I went in and just listened for two or three weeks without anyone knowing I was there. I wound up doing half a show for Edgar Winter, who had just fired almost all his crew.

When did you pivot into production sound for films and television?

One big tipping point was this: Johnnie Wilder of Heatwave had been paralysed from the neck down in a car accident in 1979. In the 1980s, they shot a spot for PBS showing how Johnnie could control his Macintosh computer with a headset that read facial movements. 

It turned into this five-minute sort of pitch-deck video. We sent it to Apple, and Alan Brightman, who was their VP of Accessibility at the time, loved it. They invited us to film their exhibits at conventions like Closing the Gap, a big trade show about assistive technology. That got us into mixing sound for video of live events.

A business reason I moved into production mixing was that chains like House of Blues and Hard Rock Café started inking exclusive deals with artists to play only their venues in any given city. That killed the scene for the kinds of clubs I had been working in. I didn’t want to go on tour, so I looked for corporate A/V work in the area. 

Television Mobile Resources was a company in Florida, and with them I did a lot of trade shows and government work, including at Kennedy Space Center from 1997 on. 

We’d cover rocket launches, patch into NASA’s robotic cameras, and do internal news segments for aerospace contractors.
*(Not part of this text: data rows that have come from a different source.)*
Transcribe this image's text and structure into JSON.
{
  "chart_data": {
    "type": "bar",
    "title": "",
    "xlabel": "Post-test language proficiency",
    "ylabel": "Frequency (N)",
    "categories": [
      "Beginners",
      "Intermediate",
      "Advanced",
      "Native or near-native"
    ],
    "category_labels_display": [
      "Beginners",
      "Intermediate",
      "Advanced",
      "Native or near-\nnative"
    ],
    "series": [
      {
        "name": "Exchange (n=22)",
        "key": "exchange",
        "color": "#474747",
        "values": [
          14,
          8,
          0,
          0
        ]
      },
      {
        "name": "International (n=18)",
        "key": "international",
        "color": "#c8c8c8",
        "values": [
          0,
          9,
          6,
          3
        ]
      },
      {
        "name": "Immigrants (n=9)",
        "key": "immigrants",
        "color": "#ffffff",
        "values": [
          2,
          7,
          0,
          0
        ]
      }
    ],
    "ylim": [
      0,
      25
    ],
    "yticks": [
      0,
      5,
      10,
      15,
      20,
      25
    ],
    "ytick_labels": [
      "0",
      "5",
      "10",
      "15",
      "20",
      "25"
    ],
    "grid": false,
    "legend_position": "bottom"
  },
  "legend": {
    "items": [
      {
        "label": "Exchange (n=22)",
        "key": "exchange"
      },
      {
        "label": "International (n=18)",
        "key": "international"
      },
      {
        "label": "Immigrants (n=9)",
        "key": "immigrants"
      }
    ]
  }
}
Then I hooked up with the Golf Channel, and all their wireless was Lectrosonics. 

Later, I had been doing a lot of freelance ENG [electronic news gathering]. I also had my own kit, finally — eight channels of Lectrosonics. I had the SRa and SRb receivers, then the SMV transmitter and the SMQV, which was the double-battery version, and a tiny one called the SMa.
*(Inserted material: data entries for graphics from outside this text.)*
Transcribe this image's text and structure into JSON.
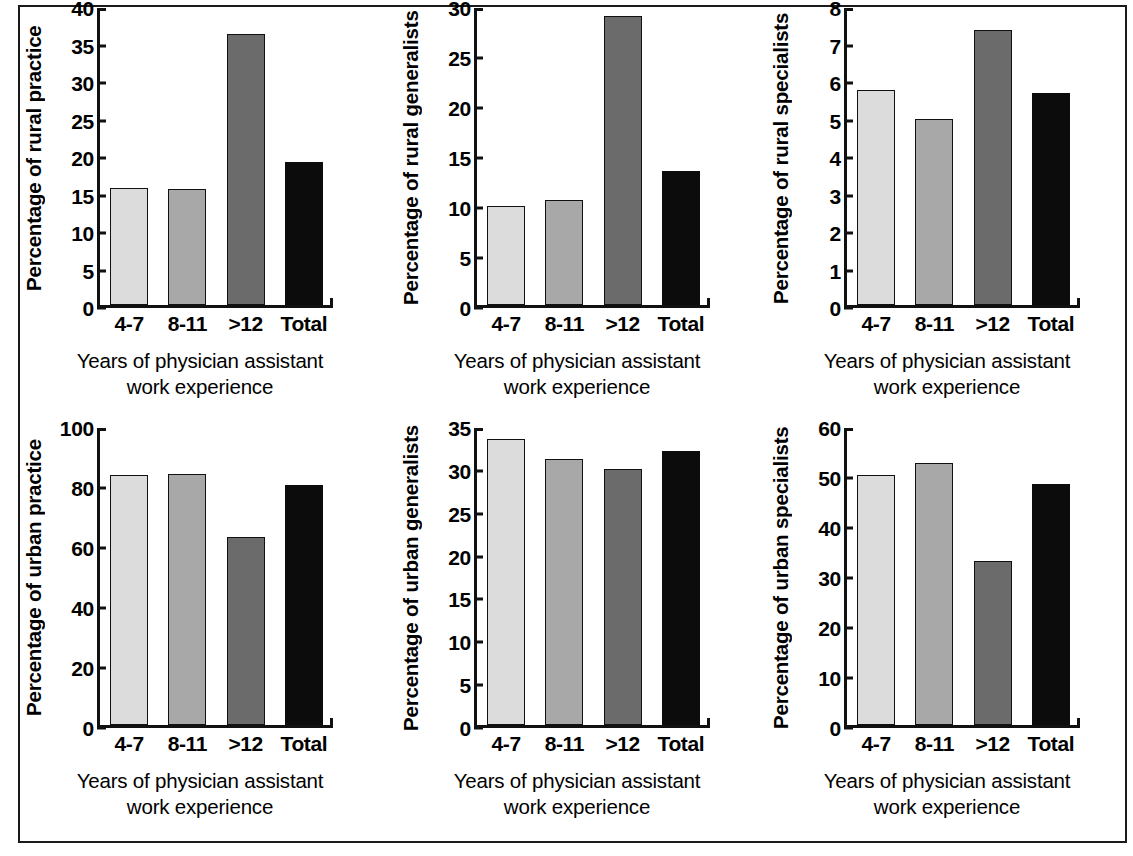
{
  "figure": {
    "frame_color": "#1a1a1a",
    "background": "#ffffff",
    "shared_xlabel_line1": "Years of physician assistant",
    "shared_xlabel_line2": "work experience",
    "categories": [
      "4-7",
      "8-11",
      ">12",
      "Total"
    ],
    "bar_colors": [
      "#dcdcdc",
      "#a8a8a8",
      "#6b6b6b",
      "#0c0c0c"
    ]
  },
  "chart_data": [
    {
      "type": "bar",
      "panel": "top-left",
      "title": "",
      "xlabel": "Years of physician assistant work experience",
      "ylabel": "Percentage of rural practice",
      "categories": [
        "4-7",
        "8-11",
        ">12",
        "Total"
      ],
      "values": [
        15.7,
        15.6,
        36.5,
        19.3
      ],
      "ylim": [
        0,
        40
      ],
      "yticks": [
        0,
        5,
        10,
        15,
        20,
        25,
        30,
        35,
        40
      ],
      "grid": false,
      "legend": "none"
    },
    {
      "type": "bar",
      "panel": "top-middle",
      "title": "",
      "xlabel": "Years of physician assistant work experience",
      "ylabel": "Percentage of rural generalists",
      "categories": [
        "4-7",
        "8-11",
        ">12",
        "Total"
      ],
      "values": [
        10.0,
        10.6,
        29.2,
        13.5
      ],
      "ylim": [
        0,
        30
      ],
      "yticks": [
        0,
        5,
        10,
        15,
        20,
        25,
        30
      ],
      "grid": false,
      "legend": "none"
    },
    {
      "type": "bar",
      "panel": "top-right",
      "title": "",
      "xlabel": "Years of physician assistant work experience",
      "ylabel": "Percentage of rural specialists",
      "categories": [
        "4-7",
        "8-11",
        ">12",
        "Total"
      ],
      "values": [
        5.8,
        5.0,
        7.4,
        5.7
      ],
      "ylim": [
        0,
        8
      ],
      "yticks": [
        0,
        1,
        2,
        3,
        4,
        5,
        6,
        7,
        8
      ],
      "grid": false,
      "legend": "none"
    },
    {
      "type": "bar",
      "panel": "bottom-left",
      "title": "",
      "xlabel": "Years of physician assistant work experience",
      "ylabel": "Percentage of urban practice",
      "categories": [
        "4-7",
        "8-11",
        ">12",
        "Total"
      ],
      "values": [
        84.1,
        84.4,
        63.4,
        80.9
      ],
      "ylim": [
        0,
        100
      ],
      "yticks": [
        0,
        20,
        40,
        60,
        80,
        100
      ],
      "grid": false,
      "legend": "none"
    },
    {
      "type": "bar",
      "panel": "bottom-middle",
      "title": "",
      "xlabel": "Years of physician assistant work experience",
      "ylabel": "Percentage of urban generalists",
      "categories": [
        "4-7",
        "8-11",
        ">12",
        "Total"
      ],
      "values": [
        33.7,
        31.4,
        30.2,
        32.3
      ],
      "ylim": [
        0,
        35
      ],
      "yticks": [
        0,
        5,
        10,
        15,
        20,
        25,
        30,
        35
      ],
      "grid": false,
      "legend": "none"
    },
    {
      "type": "bar",
      "panel": "bottom-right",
      "title": "",
      "xlabel": "Years of physician assistant work experience",
      "ylabel": "Percentage of urban specialists",
      "categories": [
        "4-7",
        "8-11",
        ">12",
        "Total"
      ],
      "values": [
        50.5,
        53.0,
        33.2,
        48.6
      ],
      "ylim": [
        0,
        60
      ],
      "yticks": [
        0,
        10,
        20,
        30,
        40,
        50,
        60
      ],
      "grid": false,
      "legend": "none"
    }
  ]
}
They could hear each other on the playback better than when they were originally talking!

Your ENG work included storm-chasing. How did your gear hold up?

I was with [reporter] Matt Gutman from ABC covering hurricane Irma when it hit Fort Myers. I had him on a DPA lavalier mic under his raincoat, but the network wanted viewers to see the ABC mic flag on the handheld, so we used a plug-on HM transmitter. 
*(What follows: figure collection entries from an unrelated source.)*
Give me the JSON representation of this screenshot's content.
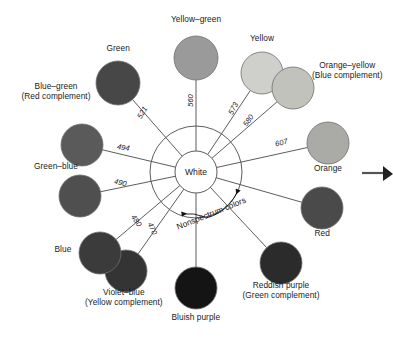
{
  "figure": {
    "center_label": "White",
    "nonspectrum_label": "Nonspectrum colors"
  },
  "chart_data": {
    "type": "diagram",
    "center": "White",
    "annotation": "Nonspectrum colors",
    "colors": [
      {
        "id": "yellow-green",
        "label": "Yellow–green",
        "complement": "",
        "wavelength": "560",
        "swatch": "#9a9a9a",
        "cx": 196,
        "cy": 58,
        "r": 22,
        "label_x": 196,
        "label_y": 19
      },
      {
        "id": "yellow",
        "label": "Yellow",
        "complement": "",
        "wavelength": "573",
        "swatch": "#cfcfcb",
        "cx": 262,
        "cy": 73,
        "r": 21,
        "label_x": 262,
        "label_y": 38
      },
      {
        "id": "orange-yellow",
        "label": "Orange–yellow",
        "complement": "(Blue complement)",
        "wavelength": "580",
        "swatch": "#c2c2bd",
        "cx": 293,
        "cy": 88,
        "r": 21,
        "label_x": 347,
        "label_y": 70
      },
      {
        "id": "orange",
        "label": "Orange",
        "complement": "",
        "wavelength": "607",
        "swatch": "#aaaaa6",
        "cx": 328,
        "cy": 143,
        "r": 21,
        "label_x": 328,
        "label_y": 168
      },
      {
        "id": "red",
        "label": "Red",
        "complement": "",
        "wavelength": "",
        "swatch": "#4a4a4a",
        "cx": 322,
        "cy": 208,
        "r": 21,
        "label_x": 322,
        "label_y": 233
      },
      {
        "id": "reddish-purple",
        "label": "Reddish purple",
        "complement": "(Green complement)",
        "wavelength": "",
        "swatch": "#2b2b2b",
        "cx": 281,
        "cy": 263,
        "r": 21,
        "label_x": 281,
        "label_y": 290
      },
      {
        "id": "bluish-purple",
        "label": "Bluish purple",
        "complement": "",
        "wavelength": "",
        "swatch": "#141414",
        "cx": 196,
        "cy": 288,
        "r": 21,
        "label_x": 196,
        "label_y": 317
      },
      {
        "id": "violet-blue",
        "label": "Violet–blue",
        "complement": "(Yellow complement)",
        "wavelength": "470",
        "swatch": "#343434",
        "cx": 126,
        "cy": 271,
        "r": 21,
        "label_x": 124,
        "label_y": 297
      },
      {
        "id": "blue",
        "label": "Blue",
        "complement": "",
        "wavelength": "480",
        "swatch": "#3b3b3b",
        "cx": 100,
        "cy": 253,
        "r": 21,
        "label_x": 63,
        "label_y": 249
      },
      {
        "id": "green-blue",
        "label": "Green–blue",
        "complement": "",
        "wavelength": "490",
        "swatch": "#4f4f4f",
        "cx": 80,
        "cy": 196,
        "r": 21,
        "label_x": 56,
        "label_y": 166
      },
      {
        "id": "blue-green",
        "label": "Blue–green",
        "complement": "(Red complement)",
        "wavelength": "494",
        "swatch": "#5a5a5a",
        "cx": 82,
        "cy": 145,
        "r": 21,
        "label_x": 56,
        "label_y": 91
      },
      {
        "id": "green",
        "label": "Green",
        "complement": "",
        "wavelength": "521",
        "swatch": "#474747",
        "cx": 118,
        "cy": 83,
        "r": 22,
        "label_x": 118,
        "label_y": 48
      }
    ],
    "wavelength_labels": [
      {
        "value": "521",
        "x": 142,
        "y": 112,
        "rotate": -60
      },
      {
        "value": "560",
        "x": 190,
        "y": 100,
        "rotate": -90
      },
      {
        "value": "573",
        "x": 233,
        "y": 108,
        "rotate": -62
      },
      {
        "value": "580",
        "x": 248,
        "y": 120,
        "rotate": -55
      },
      {
        "value": "607",
        "x": 281,
        "y": 142,
        "rotate": -14
      },
      {
        "value": "494",
        "x": 123,
        "y": 147,
        "rotate": 9
      },
      {
        "value": "490",
        "x": 120,
        "y": 182,
        "rotate": 14
      },
      {
        "value": "480",
        "x": 136,
        "y": 220,
        "rotate": 56
      },
      {
        "value": "470",
        "x": 152,
        "y": 228,
        "rotate": 66
      }
    ]
  }
}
Despite the rubber seal it has around the XLR barrel, and it being inside a protective sheath, we’re talking about 100-mile-per-hour winds and rain going sideways, so some water got in there and it shut off to protect itself. I put Matt on a cable and kept going.

A couple of days later, we were headed to a nice neighbourhood that got hit hard, and I knew I’d want the HM. I had put it in a bag of rice, but now I took it out, opened the battery door, and just put it on the car dashboard to let the sun dry it. It dried out completely, I put batteries in, and it just fired up and worked like there had never been an issue. 

That’s been typical of other Lectro transmitters on the rare occasion they’ve taken water. I’ve never had to send anything in for a replacement. What’s great about it is, the housing is metal. You can throw these things against a wall, and they’ll still work. 

Now, we’re not really going to do that, but you know how it is — a lot is going on, you drop them, the talent drops them, a hop falls off the camera. Especially when you’re running around under crisis conditions, not working on a controlled set.

What is in your Lectrosonics rig now?

A lot of older stuff, frankly, because they got so much right the first time. I’ve historically used LMa transmitters for my boom operators’ hops, and equipped them with R1a receivers for IFB and communications. 

In my bag is an LT transmitter with a battery eliminator. I use it to send camera hops — one channel for reference is all they [camera operators] need. 

For talent, I have a handful of the SMWB wideband transmitters. I’d like to try some of the newest digital wireless Lectro makes, but just haven’t had the opportunity yet. Also, a sleeper piece of gear I love is the little time code recorder, the PDR.

When I need everyone on the same page in a high-stakes production, I’d never use anything else.

What’s your application for the PDR?

Let’s say you’re getting dialogue or reaction from someone on a ride at a theme park. If the ride has a lot of movement, you need to bury a device very deep on them. 

Between that, the metal the ride is made of, and all the RF in the air the park uses for control and communications, it’s challenging to get signal from someone inside a ride. 

I put the PDR on them, get a bit of them with the boom at the beginning and end, then let the PDR record and write time code and give it all to post when we’re done.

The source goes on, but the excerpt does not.